Critical AI and artistic research

Speakers:

Dr. Eleni Ikoniadou, Aristotle University of Thessaloniki, Greece (moderator)

Prof. Artemi-Maria Gioti, Institute for Open Arts, Mozarteum University, Austria

Lee Gamble, Independent Artist / Composer / Producer, UK

Prof. Danae Stefanou, Aristotle University of Thessaloniki, Greece

Abstract:

AI tools have been used in music composition and cognition research since the 1950s—from early algorithmic experiments to today’s advanced deep learning systems capable of analyzing audio features and generating entire songs and new synthetic voices. Artistic research, particularly within experimental music and visual arts, has both benefited from and contributed to the development of critical AI; challenging further dominant narratives around human versus machine authorship, digital versus physical embodiment, and the boundaries between real versus fictional.

This panel will explore how such collaborations reshape artistic practice while also probing the ethical, social, and aesthetic dimensions of algorithmic systems. How can artistic research function as critical research on AI? What possibilities open up from the creative inquiry of technology in relation to identity, style, engagement, community? And how do artists and researchers reimagine AI as a site of critique and resistance, even as the same tools are increasingly used for surveillance, control, and warfare? In the space between creation and computation, the panel asks what futures can be sounded, and which voices, ideas and encounters will emerge.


* Work item *
The answer must consist of every line below that holds the word "space".

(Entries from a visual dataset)
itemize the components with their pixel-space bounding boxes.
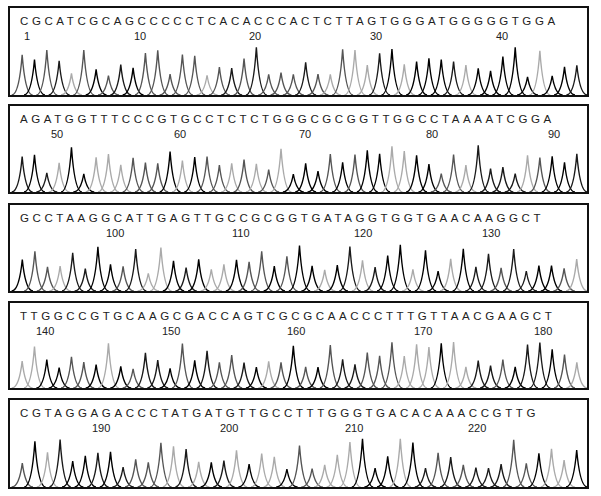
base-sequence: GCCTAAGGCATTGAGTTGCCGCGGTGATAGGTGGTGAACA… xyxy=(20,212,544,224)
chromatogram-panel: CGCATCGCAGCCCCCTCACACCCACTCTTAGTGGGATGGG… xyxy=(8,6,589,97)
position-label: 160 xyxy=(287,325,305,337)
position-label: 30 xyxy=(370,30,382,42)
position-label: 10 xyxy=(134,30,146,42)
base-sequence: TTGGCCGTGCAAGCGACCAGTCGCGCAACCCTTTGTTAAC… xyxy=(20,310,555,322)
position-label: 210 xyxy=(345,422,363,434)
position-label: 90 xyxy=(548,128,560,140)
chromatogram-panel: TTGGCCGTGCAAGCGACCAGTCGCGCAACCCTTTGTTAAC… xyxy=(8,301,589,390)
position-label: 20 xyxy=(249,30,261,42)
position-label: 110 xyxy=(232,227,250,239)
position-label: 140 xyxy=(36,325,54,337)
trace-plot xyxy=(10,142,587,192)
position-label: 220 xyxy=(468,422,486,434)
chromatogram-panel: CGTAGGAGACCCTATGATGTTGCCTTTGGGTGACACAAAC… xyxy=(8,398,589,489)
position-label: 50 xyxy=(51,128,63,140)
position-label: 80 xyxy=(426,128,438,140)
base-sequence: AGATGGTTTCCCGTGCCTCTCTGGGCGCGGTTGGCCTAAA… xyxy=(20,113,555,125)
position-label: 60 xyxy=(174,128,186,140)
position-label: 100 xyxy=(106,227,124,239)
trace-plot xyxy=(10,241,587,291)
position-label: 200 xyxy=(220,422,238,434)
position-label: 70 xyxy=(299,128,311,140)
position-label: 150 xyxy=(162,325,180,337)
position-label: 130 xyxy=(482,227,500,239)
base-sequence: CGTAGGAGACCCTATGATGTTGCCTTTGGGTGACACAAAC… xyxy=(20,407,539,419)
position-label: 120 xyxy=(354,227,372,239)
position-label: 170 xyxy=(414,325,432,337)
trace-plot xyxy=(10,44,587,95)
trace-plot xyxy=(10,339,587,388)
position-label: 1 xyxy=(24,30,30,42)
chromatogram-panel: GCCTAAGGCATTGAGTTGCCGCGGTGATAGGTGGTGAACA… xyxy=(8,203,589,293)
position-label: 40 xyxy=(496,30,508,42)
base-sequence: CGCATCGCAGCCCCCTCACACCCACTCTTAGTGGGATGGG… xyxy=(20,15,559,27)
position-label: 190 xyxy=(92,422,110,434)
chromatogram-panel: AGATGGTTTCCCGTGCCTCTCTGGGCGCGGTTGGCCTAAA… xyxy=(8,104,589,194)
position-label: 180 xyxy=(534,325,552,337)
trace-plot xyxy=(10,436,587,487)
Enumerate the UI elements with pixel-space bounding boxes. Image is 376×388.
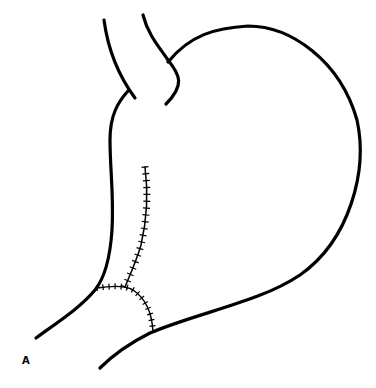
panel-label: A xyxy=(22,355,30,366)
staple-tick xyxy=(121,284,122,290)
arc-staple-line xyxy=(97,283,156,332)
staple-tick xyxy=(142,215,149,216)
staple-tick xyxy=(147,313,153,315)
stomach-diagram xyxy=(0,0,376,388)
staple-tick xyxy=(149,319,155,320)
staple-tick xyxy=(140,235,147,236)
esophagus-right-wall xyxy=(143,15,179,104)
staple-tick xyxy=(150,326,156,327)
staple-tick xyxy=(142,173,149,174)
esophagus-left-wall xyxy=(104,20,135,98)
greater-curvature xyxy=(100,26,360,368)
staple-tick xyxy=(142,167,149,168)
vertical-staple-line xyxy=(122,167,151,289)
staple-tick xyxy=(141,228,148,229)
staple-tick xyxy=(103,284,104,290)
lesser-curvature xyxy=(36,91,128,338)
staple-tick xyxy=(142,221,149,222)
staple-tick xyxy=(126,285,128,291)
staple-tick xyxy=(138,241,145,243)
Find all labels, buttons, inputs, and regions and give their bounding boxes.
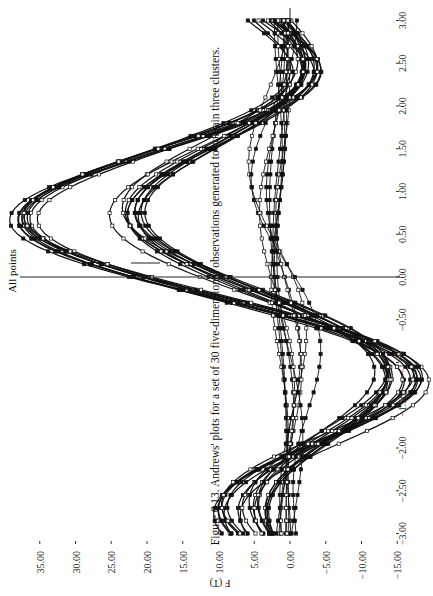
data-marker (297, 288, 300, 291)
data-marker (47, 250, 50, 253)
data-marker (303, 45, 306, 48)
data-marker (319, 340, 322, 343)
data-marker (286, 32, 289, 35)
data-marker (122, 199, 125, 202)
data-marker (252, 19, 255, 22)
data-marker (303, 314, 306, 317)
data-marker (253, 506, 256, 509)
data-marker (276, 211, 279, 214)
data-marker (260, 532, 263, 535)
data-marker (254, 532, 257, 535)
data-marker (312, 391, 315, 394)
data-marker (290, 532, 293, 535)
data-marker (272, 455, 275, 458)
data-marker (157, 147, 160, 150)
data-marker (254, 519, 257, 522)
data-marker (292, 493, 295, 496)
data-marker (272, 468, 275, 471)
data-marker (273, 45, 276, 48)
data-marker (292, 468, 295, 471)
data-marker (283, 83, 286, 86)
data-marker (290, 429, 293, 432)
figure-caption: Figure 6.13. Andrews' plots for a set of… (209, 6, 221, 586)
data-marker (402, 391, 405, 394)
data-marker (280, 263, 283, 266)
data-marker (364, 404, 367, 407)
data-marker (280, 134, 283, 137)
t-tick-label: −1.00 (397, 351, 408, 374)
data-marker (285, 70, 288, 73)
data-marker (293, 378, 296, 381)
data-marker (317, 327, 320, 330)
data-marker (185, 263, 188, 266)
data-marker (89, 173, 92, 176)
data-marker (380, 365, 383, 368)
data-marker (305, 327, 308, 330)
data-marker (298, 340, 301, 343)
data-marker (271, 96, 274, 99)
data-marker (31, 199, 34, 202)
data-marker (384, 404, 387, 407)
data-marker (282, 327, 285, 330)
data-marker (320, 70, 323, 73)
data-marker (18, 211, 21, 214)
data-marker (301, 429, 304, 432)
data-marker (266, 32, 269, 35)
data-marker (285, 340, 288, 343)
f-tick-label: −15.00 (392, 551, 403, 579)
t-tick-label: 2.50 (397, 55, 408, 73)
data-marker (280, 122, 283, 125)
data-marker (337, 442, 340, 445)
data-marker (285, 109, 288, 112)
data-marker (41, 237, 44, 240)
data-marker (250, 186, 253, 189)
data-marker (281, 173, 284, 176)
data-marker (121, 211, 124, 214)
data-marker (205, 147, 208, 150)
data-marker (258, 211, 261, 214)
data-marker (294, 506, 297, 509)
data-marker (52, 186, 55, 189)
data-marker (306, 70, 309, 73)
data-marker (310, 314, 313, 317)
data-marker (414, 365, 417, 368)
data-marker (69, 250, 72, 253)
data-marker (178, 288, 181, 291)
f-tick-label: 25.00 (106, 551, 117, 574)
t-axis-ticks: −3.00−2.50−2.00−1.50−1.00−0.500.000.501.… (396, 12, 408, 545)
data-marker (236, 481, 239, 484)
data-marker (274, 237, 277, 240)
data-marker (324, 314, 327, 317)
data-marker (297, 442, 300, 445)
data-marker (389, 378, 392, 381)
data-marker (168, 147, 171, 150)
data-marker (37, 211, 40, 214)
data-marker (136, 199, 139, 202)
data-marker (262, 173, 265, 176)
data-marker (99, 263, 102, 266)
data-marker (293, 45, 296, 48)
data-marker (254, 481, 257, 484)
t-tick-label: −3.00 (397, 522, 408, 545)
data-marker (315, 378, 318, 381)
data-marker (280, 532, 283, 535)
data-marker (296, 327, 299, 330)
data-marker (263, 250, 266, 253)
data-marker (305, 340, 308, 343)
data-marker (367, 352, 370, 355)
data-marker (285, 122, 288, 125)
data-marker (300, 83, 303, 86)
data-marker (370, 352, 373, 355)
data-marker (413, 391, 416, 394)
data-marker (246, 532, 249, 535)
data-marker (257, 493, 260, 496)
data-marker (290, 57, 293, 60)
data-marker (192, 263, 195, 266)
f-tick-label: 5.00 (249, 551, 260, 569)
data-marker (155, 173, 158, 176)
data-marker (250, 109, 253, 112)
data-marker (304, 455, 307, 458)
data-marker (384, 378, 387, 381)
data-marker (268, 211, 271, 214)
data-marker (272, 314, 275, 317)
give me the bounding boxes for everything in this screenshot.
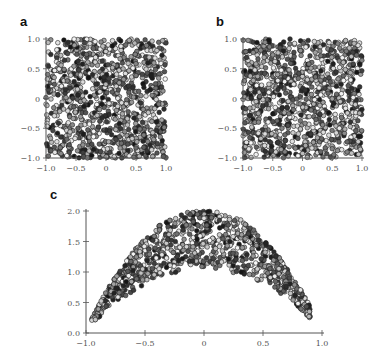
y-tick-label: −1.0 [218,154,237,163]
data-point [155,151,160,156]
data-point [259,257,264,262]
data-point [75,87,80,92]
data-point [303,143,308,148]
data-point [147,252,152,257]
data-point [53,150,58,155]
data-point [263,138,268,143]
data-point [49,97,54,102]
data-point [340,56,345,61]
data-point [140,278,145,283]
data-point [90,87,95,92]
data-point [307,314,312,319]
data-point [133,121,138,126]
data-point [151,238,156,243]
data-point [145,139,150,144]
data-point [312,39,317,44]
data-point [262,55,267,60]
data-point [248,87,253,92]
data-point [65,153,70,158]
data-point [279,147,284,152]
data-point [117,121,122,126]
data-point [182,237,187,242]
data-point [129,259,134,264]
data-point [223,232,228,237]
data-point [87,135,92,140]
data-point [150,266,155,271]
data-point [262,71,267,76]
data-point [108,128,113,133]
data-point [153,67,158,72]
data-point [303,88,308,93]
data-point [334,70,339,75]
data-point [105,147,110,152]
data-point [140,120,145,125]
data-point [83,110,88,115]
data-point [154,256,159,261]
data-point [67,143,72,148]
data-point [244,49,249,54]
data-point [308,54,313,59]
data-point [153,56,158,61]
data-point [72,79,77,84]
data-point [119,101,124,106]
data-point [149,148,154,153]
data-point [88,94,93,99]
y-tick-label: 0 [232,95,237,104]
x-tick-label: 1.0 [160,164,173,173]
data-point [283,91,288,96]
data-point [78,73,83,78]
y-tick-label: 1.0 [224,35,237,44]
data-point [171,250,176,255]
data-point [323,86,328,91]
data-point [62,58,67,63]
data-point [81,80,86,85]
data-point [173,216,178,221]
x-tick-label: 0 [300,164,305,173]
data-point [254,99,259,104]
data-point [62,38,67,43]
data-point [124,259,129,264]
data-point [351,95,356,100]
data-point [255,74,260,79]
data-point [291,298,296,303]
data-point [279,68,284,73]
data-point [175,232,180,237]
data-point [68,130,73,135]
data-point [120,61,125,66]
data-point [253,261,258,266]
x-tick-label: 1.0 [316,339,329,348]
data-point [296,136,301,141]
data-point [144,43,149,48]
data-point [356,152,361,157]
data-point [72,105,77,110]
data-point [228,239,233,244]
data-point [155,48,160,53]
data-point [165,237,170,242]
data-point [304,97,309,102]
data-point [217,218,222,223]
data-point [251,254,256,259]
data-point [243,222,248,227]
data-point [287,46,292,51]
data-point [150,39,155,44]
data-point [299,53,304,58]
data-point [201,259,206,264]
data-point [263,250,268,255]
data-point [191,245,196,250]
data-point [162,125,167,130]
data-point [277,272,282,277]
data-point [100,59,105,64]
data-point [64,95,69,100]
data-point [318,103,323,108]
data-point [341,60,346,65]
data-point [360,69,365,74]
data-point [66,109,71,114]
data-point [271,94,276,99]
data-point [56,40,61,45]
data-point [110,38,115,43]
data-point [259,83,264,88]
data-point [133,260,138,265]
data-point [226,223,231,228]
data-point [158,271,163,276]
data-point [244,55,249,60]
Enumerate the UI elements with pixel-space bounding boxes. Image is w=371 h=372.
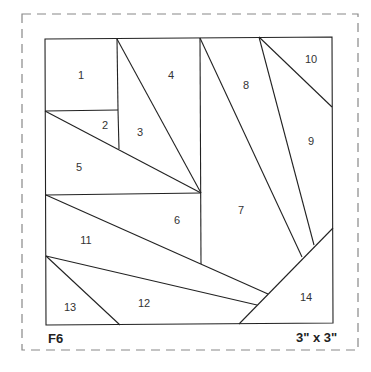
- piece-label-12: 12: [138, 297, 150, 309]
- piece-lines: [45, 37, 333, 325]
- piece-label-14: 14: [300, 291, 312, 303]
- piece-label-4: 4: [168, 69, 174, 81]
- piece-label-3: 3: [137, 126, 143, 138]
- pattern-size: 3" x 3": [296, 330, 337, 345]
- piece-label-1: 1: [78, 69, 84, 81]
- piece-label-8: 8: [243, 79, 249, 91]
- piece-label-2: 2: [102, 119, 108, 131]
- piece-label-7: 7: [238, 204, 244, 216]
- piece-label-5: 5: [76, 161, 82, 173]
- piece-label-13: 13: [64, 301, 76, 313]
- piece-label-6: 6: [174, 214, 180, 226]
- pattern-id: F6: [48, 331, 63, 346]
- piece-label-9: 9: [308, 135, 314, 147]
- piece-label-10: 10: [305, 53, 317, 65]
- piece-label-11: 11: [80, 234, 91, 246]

* Answer box *
itemize the components with their pixel-space bounding boxes.
Enumerate the UI elements with pixel-space bounding boxes. Image is 376×388.
Enumerate the UI elements with pixel-space bounding boxes. Image is w=371 h=372.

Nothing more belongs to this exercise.